SHAUN SMITH'S SUNDAY SUNDRIES
A WEEKLY ROUNDUP OF INTERNET CURIOSITIES FROM THE BOOK WORLD
If LPs were books
They might look like Gee’s creations. (My fave: Blood on the Tracks, by Robert A. Zimmerman.)
If books were throw cushions
They might look like Jillian Tamaki’s embroidered book covers.
Must (not) reads
Ian Hollingshead provides a humorous take on the top 50 books you don't need to read.
Hawking Hocking & Eisler
As authors Amanda Hocking and Barry Eisler pass each other jumping in opposite directions over the p-book/e-book divide, Salon's ever-astute Laura Miller nails a perfect analysis of the problem of the self-promoting author.

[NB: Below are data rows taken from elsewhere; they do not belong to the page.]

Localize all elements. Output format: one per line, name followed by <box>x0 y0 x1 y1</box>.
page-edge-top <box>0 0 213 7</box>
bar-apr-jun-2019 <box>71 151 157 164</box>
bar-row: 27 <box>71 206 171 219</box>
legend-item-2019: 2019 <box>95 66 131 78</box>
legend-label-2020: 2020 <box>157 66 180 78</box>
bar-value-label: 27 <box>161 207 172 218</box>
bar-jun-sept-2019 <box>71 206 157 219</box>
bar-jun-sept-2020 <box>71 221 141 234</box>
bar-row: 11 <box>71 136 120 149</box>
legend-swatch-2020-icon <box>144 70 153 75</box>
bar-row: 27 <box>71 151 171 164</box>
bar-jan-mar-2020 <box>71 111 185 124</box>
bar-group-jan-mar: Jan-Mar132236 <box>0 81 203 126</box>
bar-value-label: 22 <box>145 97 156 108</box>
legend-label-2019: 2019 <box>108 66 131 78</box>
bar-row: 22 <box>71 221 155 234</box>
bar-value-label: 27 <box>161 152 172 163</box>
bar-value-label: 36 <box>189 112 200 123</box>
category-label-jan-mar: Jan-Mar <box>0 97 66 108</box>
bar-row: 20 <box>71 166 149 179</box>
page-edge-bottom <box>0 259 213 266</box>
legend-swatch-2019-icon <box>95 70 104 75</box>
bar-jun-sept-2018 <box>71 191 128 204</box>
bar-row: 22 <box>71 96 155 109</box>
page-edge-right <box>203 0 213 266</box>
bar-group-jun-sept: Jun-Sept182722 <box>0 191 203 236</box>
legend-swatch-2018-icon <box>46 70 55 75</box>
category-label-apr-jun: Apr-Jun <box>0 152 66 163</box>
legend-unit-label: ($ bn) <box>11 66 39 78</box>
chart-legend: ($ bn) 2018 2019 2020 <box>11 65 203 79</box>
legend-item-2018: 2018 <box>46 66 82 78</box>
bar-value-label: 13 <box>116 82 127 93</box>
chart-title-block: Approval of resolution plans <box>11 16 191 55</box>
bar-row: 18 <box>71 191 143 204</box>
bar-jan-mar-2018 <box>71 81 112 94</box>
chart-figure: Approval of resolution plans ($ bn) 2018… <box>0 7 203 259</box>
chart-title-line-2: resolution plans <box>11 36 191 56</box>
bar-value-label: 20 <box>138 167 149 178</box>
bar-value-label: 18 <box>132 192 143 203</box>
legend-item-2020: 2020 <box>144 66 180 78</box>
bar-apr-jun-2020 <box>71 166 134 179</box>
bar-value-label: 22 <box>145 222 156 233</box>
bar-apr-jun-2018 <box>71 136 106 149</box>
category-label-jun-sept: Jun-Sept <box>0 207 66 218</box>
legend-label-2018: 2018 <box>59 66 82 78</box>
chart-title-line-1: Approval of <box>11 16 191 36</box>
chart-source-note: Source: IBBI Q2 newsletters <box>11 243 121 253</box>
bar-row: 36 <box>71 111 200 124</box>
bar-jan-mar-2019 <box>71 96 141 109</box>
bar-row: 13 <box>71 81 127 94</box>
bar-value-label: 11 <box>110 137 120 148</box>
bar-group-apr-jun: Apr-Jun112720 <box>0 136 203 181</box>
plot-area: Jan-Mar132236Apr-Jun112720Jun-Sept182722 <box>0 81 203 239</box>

“I have no time for Time magazine...”
Time magazine has published its list of the 140 best Twitter feeds, which includes Margaret Atwood. Want to find out why each person was named to the list? It will take 140 page views — one page per person. Way to drag outmoded publishing models into the 21st century, Time!
Is this a good time?
No, not really, but anyway, here’s a remarkably accurate assessment by Rihards Kalnins of what it means to be a freelance writer at this time. It’s part of a mysterious video project called Is This a Good Time. (thanks to the CasOpt)
What’s in a name?
Over at Open Book Ontario, the first installment of my new monthly column, Fiction Craft, is now up. The column looks at the nuts’n’bolts of writing fiction, each month asking a different group of authors a different question about how they approach their work. This month Robert J. Sawyer, Eric Walters, Kate Pullinger, Clark Blaise, Jessica Westhead, Suzette Mayr, Deborah Kerbel and Stephen Kelman answer the question: How do you name your characters?